Obviously, you’d only owe the $100. Therefore, the bank gets nothing. Their yield on the loan has been reduced to zero.

It’s not a hard fast rule that a prepayment lowers the yield on a loan. Strictly speaking, the yeild should be what you expected for the life of the loan to date, with the only variations coming from the effect of any reinvested coupons, which is usually fairly small. If interest rates have risen in the interim, a bank might actually appreciate getting their money back and being able to lend it out again at higher interest rates.

However, prepayments are much more likely to happen when interest rates fall. So (as a bank) I used to have $100 of principal due and giving me coupons at 5% for the next 10 years, but the darned guy prepaid everything, so 1) I’m not getting those 5% coupons I was hoping to get, and 2) the next guy I lend to is going to be paying me 3% because interest rates have gotten lower since I made that first loan.

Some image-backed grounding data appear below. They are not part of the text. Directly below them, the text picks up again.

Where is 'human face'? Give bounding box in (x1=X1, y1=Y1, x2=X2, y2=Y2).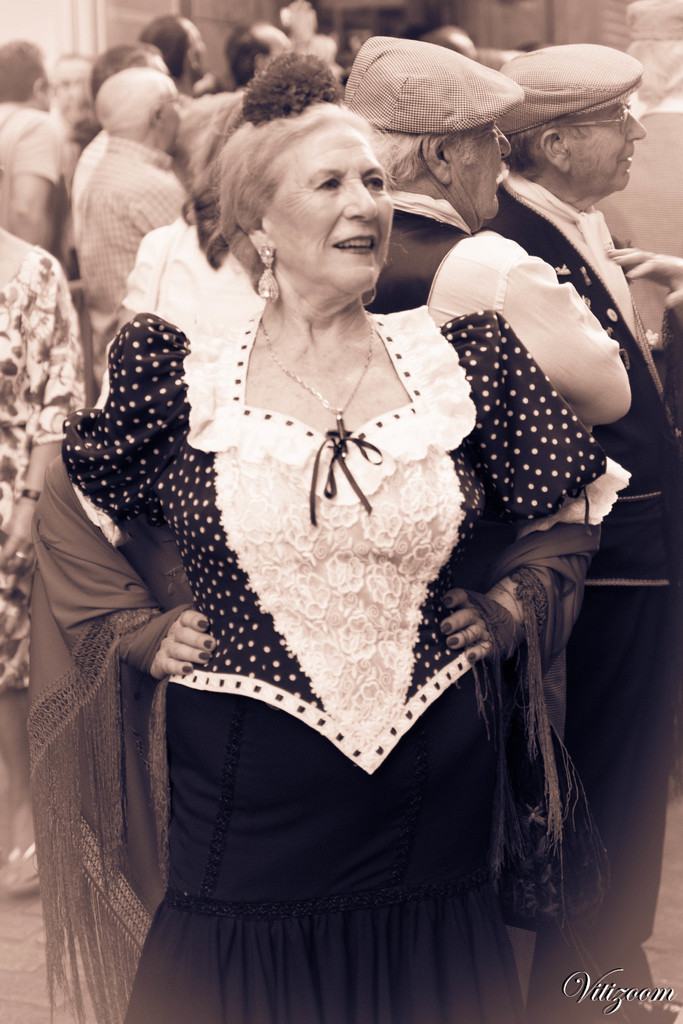
(x1=452, y1=120, x2=514, y2=218).
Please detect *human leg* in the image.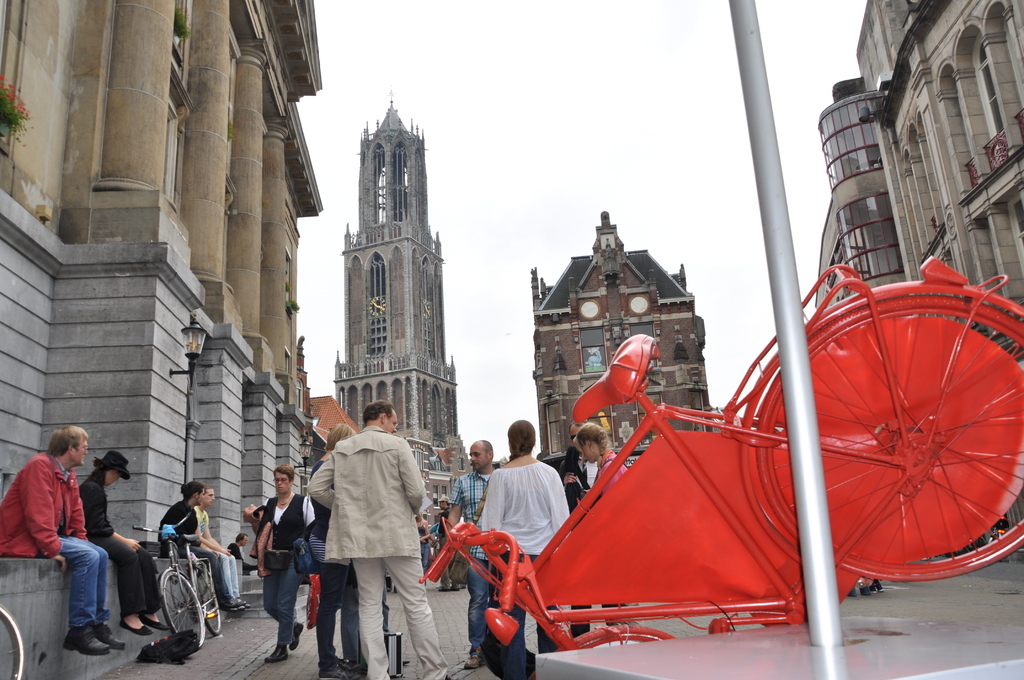
select_region(498, 558, 525, 679).
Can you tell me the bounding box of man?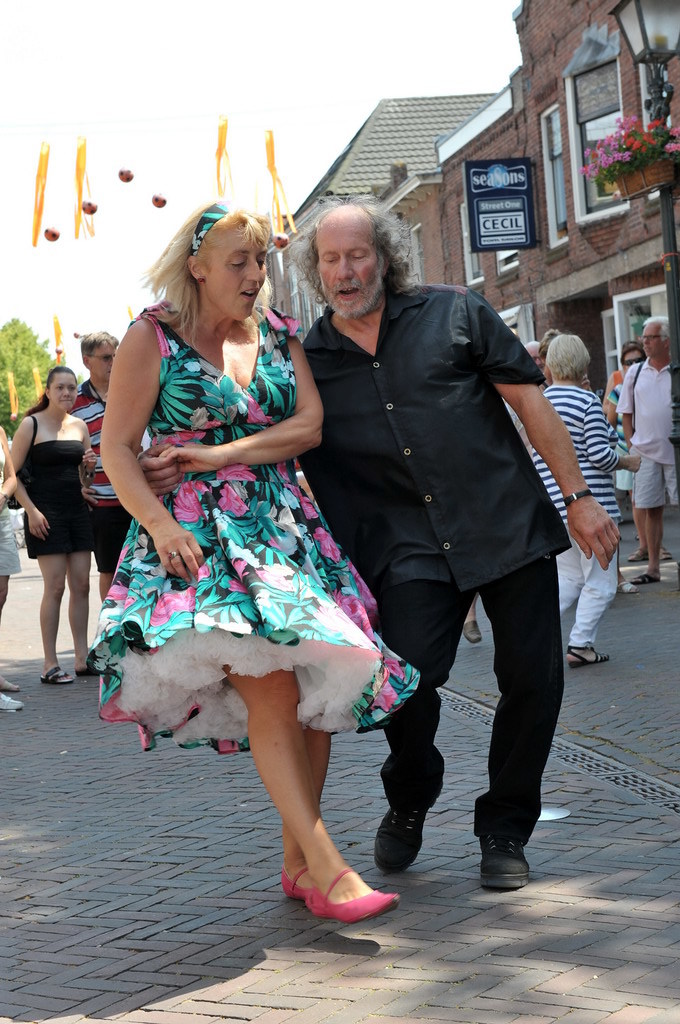
[517,338,544,388].
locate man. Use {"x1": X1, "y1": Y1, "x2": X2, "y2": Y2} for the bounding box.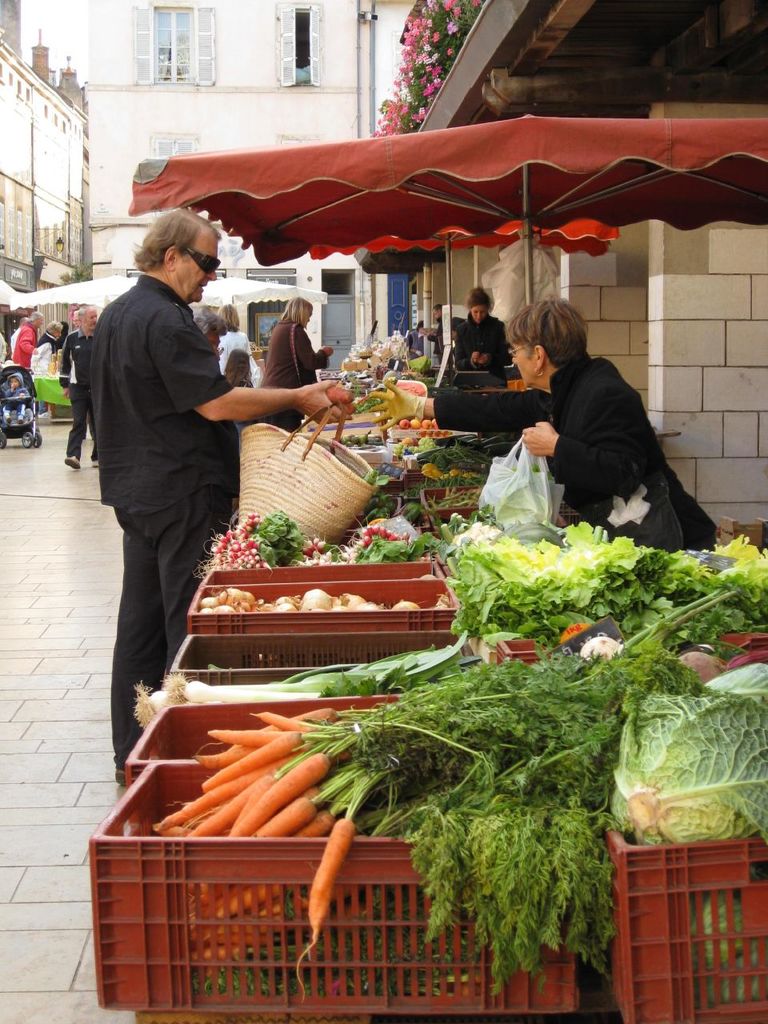
{"x1": 58, "y1": 305, "x2": 97, "y2": 468}.
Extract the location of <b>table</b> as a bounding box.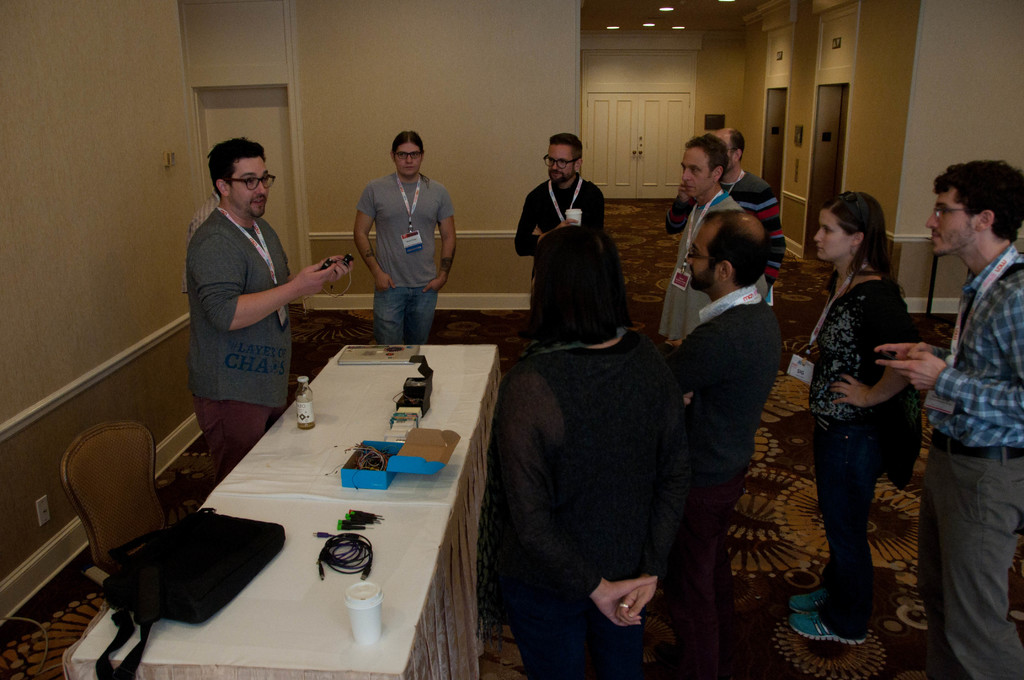
locate(140, 309, 522, 679).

So where I used to be getting $5 per year from now until the loan end, I’m now getting $3 per year, which is $2 per year less.

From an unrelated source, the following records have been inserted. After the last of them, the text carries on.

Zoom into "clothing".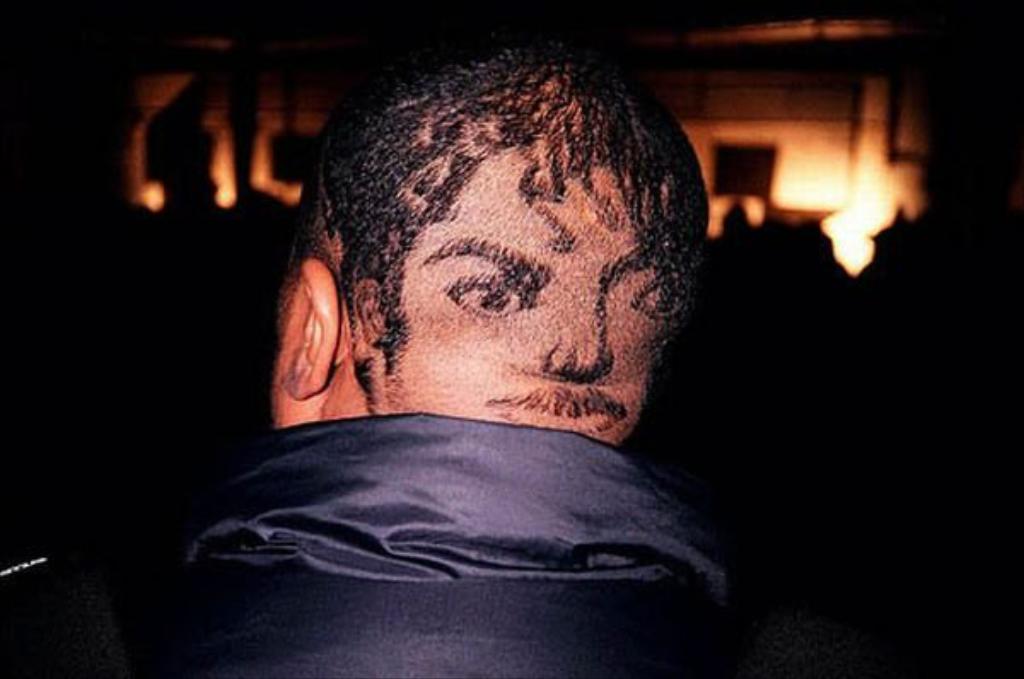
Zoom target: 10, 55, 788, 677.
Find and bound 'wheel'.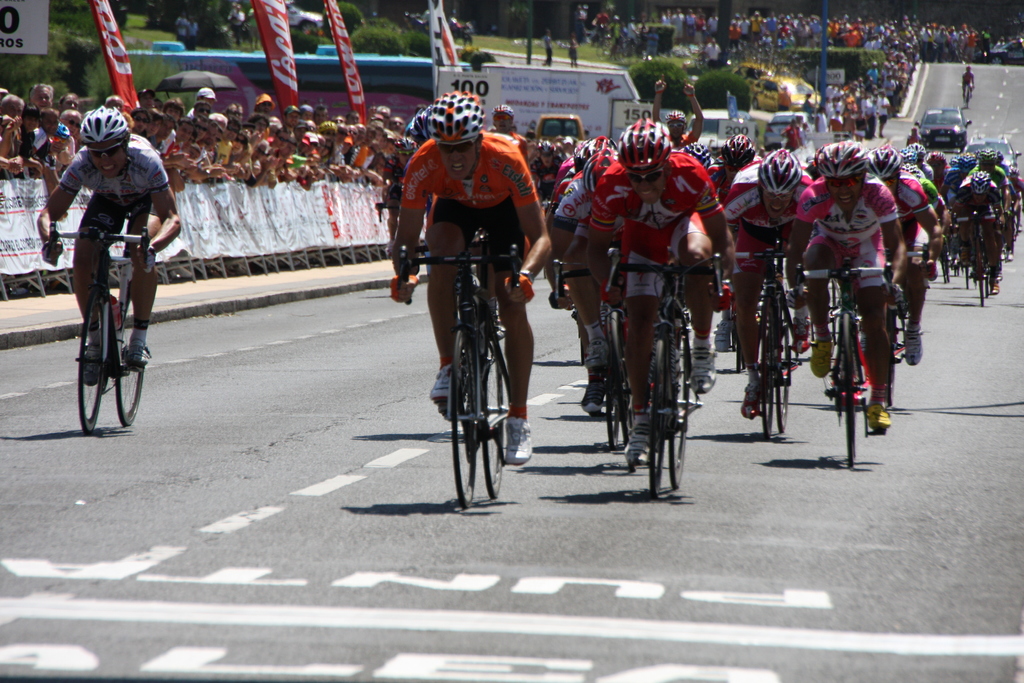
Bound: {"left": 114, "top": 294, "right": 145, "bottom": 427}.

My yield on the original loan did not really change, but that loan doesn’t exist anymore and the new loans can’t get that yeild anymore. But as a bank, my revenue from interest has gone down, and I don’t like that, so I would like to charge a prepayment penalty to make up some of the difference.

The idea is that when interest rates rise, people will generally avoid prepaying unless there are reasons forcing them to, because they’d rather keep the lower interest rate. When interest rates fall, however, people will tend to prepay more often in order to refinance and take advantage of lower rates. Thus, for the bank, the probability of having to lend out at a lower interest rate after a prepayment is higher than the probability of being able to lend out at a higher one. So prepayments will *often* (though not always) result in lower returns for banks.

Depends on the rate of the loan vs the rate of the asset the payments will be placed into. If rates have declined, you don’t want prepayments. If rates rise, you would want them.

Prepayments behave inverse with rates, due to incentives to refinance. As rates decrease, prepay increase and vice versa. This introduces convexity in modeling financial assets.

And for bank specific concerns, you’d want to know how much the asset yield is funding relative to the cost of funding. So rates could fall, prepayments could happen, but your margin could increase. It’s rare, but just depends on the beta coefficients on the various asset accounts. You can do historical analysis with the Call Report and get some information on that

If you prepay, the bank doesn’t get all of the future interest.

Presumably, most people prepay when interest rates drop. So the bank was planning on 30 years of interest payments at 5%, but you prepaid, so they have to reinvest at 3%. That’s bad for them.